The Charleston celebration is unique because it was launched by the newly freed Black residents of the city. David W. Blight, a professor in the department of history at Yale University, uncovered this long-forgotten history in his 2001 book "Race and Reunion: The Civil War in American Memory." The celebration was held on the Washington Race Course and Jockey Club, where Confederate forces had kept Union soldiers imprisoned. More than 250 Union soldiers died in the outdoor prison from disease and were buried in a mass grave behind the facility. Dozens of Black residents in Charleston decided to give those soldiers a proper burial. The creators of the gravesite marked the location with the words "Martyrs of the Race Course."

Blight further discussed the Charleston event in a 2011 opinion piece in the New York Times:

The symbolic power of this Low Country planter aristocracy's bastion was not lost on the freedpeople, who then, in cooperation with white missionaries and teachers, staged a parade of 10,000 on the track. A New York Tribune correspondent witnessed the event, describing 'a procession of friends and mourners as South Carolina and the United States never saw before.'

The procession was led by 3,000 black schoolchildren carrying armloads of roses and singing the Union marching song 'John Brown's Body.' Several hundred black women followed with baskets of flowers, wreaths and crosses. Then came black men marching in cadence, followed by contingents of Union infantrymen. Within the cemetery enclosure a black children's choir sang "We'll Rally Around the Flag," the "Star-Spangled Banner" and spirituals before a series of black ministers read from the Bible.

After the dedication the crowd dispersed into the infield and did what many of us do on Memorial Day: enjoyed picnics, listened to speeches and watched soldiers drill. Among the full brigade of Union infantrymen participating were the famous 54th Massachusetts and the 34th and 104th United States Colored Troops, who performed a special double-columned march around the gravesite.

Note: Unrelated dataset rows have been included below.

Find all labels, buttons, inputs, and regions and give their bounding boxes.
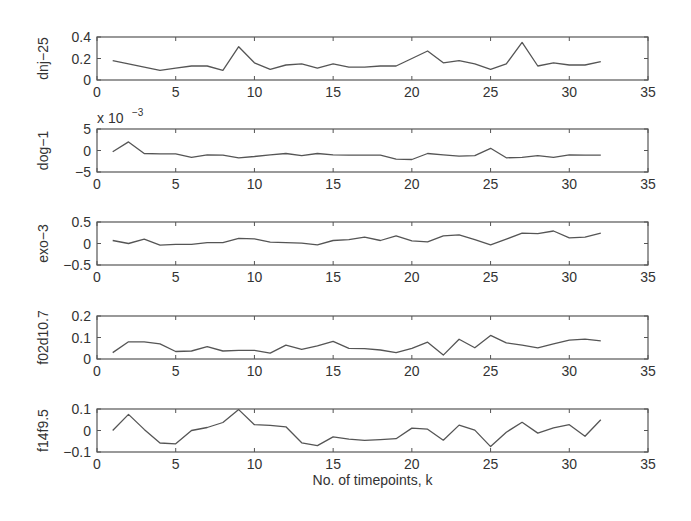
x-tick-label: 5 [172,269,180,285]
x-tick-label: 15 [325,84,341,100]
y-tick-label: 0.4 [72,29,92,45]
axes-box [97,129,648,172]
x-tick-label: 35 [640,84,656,100]
x-tick-label: 5 [172,363,180,379]
y-tick-label: 0.1 [72,401,92,417]
y-tick-label: 5 [83,121,91,137]
x-tick-label: 25 [483,456,499,472]
x-tick-label: 30 [561,363,577,379]
x-tick-label: 10 [247,176,263,192]
subplot-3: 05101520253035−0.500.5exo−3 [35,214,656,285]
figure: 0510152025303500.20.4dnj−250510152025303… [0,0,691,521]
data-line [113,42,601,70]
x-tick-label: 5 [172,176,180,192]
y-tick-label: 0.1 [72,330,92,346]
y-tick-label: 0 [83,423,91,439]
x-tick-label: 20 [404,269,420,285]
subplot-1: 0510152025303500.20.4dnj−25 [35,29,656,100]
x-tick-label: 30 [561,176,577,192]
x-tick-label: 0 [93,269,101,285]
x-tick-label: 15 [325,456,341,472]
x-tick-label: 25 [483,269,499,285]
x-tick-label: 25 [483,84,499,100]
x-tick-label: 35 [640,456,656,472]
x-tick-label: 30 [561,269,577,285]
x-tick-label: 5 [172,84,180,100]
x-tick-label: 10 [247,456,263,472]
y-tick-label: −0.1 [63,444,91,460]
axes-box [97,37,648,80]
y-tick-label: 0.2 [72,308,92,324]
y-tick-label: 0 [83,351,91,367]
x-tick-label: 30 [561,84,577,100]
x-tick-label: 10 [247,363,263,379]
data-line [113,335,601,355]
y-tick-label: 0 [83,236,91,252]
x-tick-label: 25 [483,363,499,379]
subplot-4: 0510152025303500.10.2f02d10.7 [35,308,656,379]
y-axis-label: dog−1 [35,131,51,171]
y-axis-label: exo−3 [35,224,51,263]
x-tick-label: 5 [172,456,180,472]
y-tick-label: 0.5 [72,214,92,230]
x-tick-label: 20 [404,84,420,100]
exponent-power: −3 [132,107,144,118]
axes-box [97,409,648,452]
x-tick-label: 10 [247,84,263,100]
data-line [113,231,601,245]
x-tick-label: 35 [640,363,656,379]
x-axis-label: No. of timepoints, k [313,472,434,488]
x-tick-label: 15 [325,269,341,285]
y-tick-label: 0.2 [72,51,92,67]
y-tick-label: 0 [83,143,91,159]
x-tick-label: 30 [561,456,577,472]
y-tick-label: 0 [83,72,91,88]
exponent-label: x 10 [97,110,124,126]
y-axis-label: dnj−25 [35,37,51,80]
x-tick-label: 35 [640,176,656,192]
x-tick-label: 35 [640,269,656,285]
x-tick-label: 20 [404,176,420,192]
x-tick-label: 0 [93,176,101,192]
data-line [113,410,601,447]
y-axis-label: f02d10.7 [35,310,51,365]
y-axis-label: f14f9.5 [35,409,51,452]
x-tick-label: 0 [93,456,101,472]
y-tick-label: −0.5 [63,257,91,273]
data-line [113,142,601,160]
x-tick-label: 15 [325,363,341,379]
x-tick-label: 0 [93,84,101,100]
x-tick-label: 25 [483,176,499,192]
x-tick-label: 20 [404,456,420,472]
axes-box [97,222,648,265]
subplot-5: 05101520253035−0.100.1f14f9.5No. of time… [35,401,656,488]
subplot-2: 05101520253035−505dog−1x 10−3 [35,107,656,192]
x-tick-label: 20 [404,363,420,379]
x-tick-label: 0 [93,363,101,379]
y-tick-label: −5 [75,164,91,180]
x-tick-label: 15 [325,176,341,192]
axes-box [97,316,648,359]
x-tick-label: 10 [247,269,263,285]
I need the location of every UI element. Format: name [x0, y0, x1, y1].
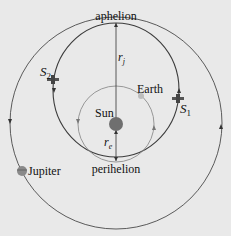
jupiter-orbit-arrow-left-icon — [8, 119, 12, 124]
arrow-perihelion-icon — [114, 157, 118, 161]
r-j-label: rj — [118, 50, 126, 66]
jupiter — [17, 166, 27, 176]
jupiter-label: Jupiter — [28, 164, 61, 178]
aphelion-label: aphelion — [95, 9, 136, 23]
transfer-arrow-s1-icon — [177, 88, 181, 93]
earth-orbit-arrow-left-icon — [76, 119, 80, 124]
r-e-label: re — [104, 135, 113, 151]
arrow-aphelion-icon — [114, 23, 118, 27]
hohmann-transfer-diagram: aphelion perihelion Sun Earth Jupiter rj… — [0, 0, 231, 236]
earth-label: Earth — [137, 82, 163, 96]
perihelion-label: perihelion — [92, 162, 141, 176]
earth-orbit-arrow-right-icon — [152, 125, 156, 130]
sun-label: Sun — [95, 106, 114, 120]
s1-label: S1 — [180, 101, 191, 118]
s2-label: S2 — [40, 64, 51, 81]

However, the celebration seems to have been left out of discussions about early observances of Memorial Day. In a 2015 article for The Star-Ledger, Blight noted:

According to a reminiscence written long after the fact, "several slight disturbances" occurred during the ceremonies on this first Decoration Day, as well as 'much harsh talk about the event locally afterward.' But a measure of how white Charlestonians suppressed from memory this founding in favor of their own creation of the practice later came fifty-one years afterward, when the president of the Ladies Memorial Association of Charleston received an inquiry about the May 1, 1865 parade. A United Daughters of the Confederacy official from New Orleans wanted to know if it was true that blacks had engaged in such a burial rite. Mrs. S. C. Beckwith responded tersely: 'I regret that I was unable to gather any official information in answer to this.' In the struggle over memory and meaning in any society, some stories just get lost while others attain mainstream dominance.

In an email to Lead Stories on June 2, 2021, Blight discussed whether he believes the Charleston celebration "started" Memorial Day or if it was one of the earliest iterations of the holiday:

The answer is really both. Your [sic] was started by black folk in Charleston as a mass ritual but was also part of other smaller efforts to honor the dead at battlefields and cemeteries, North and South in the coming year.

Today, even the official history of Memorial Day as told by the Department of Veterans Affairs fails to acknowledge the Charleston celebration.

Although the Charleston event could be considered the first Memorial Day celebration, one part of the Facebook claim is not correct. The image used to convey the information about the claim is not from the Charleston celebration: Rather, it is an image taken in 1899 showing Black schoolchildren saluting the U.S. flag at Whittier Primary School, located in Hampton, Virginia.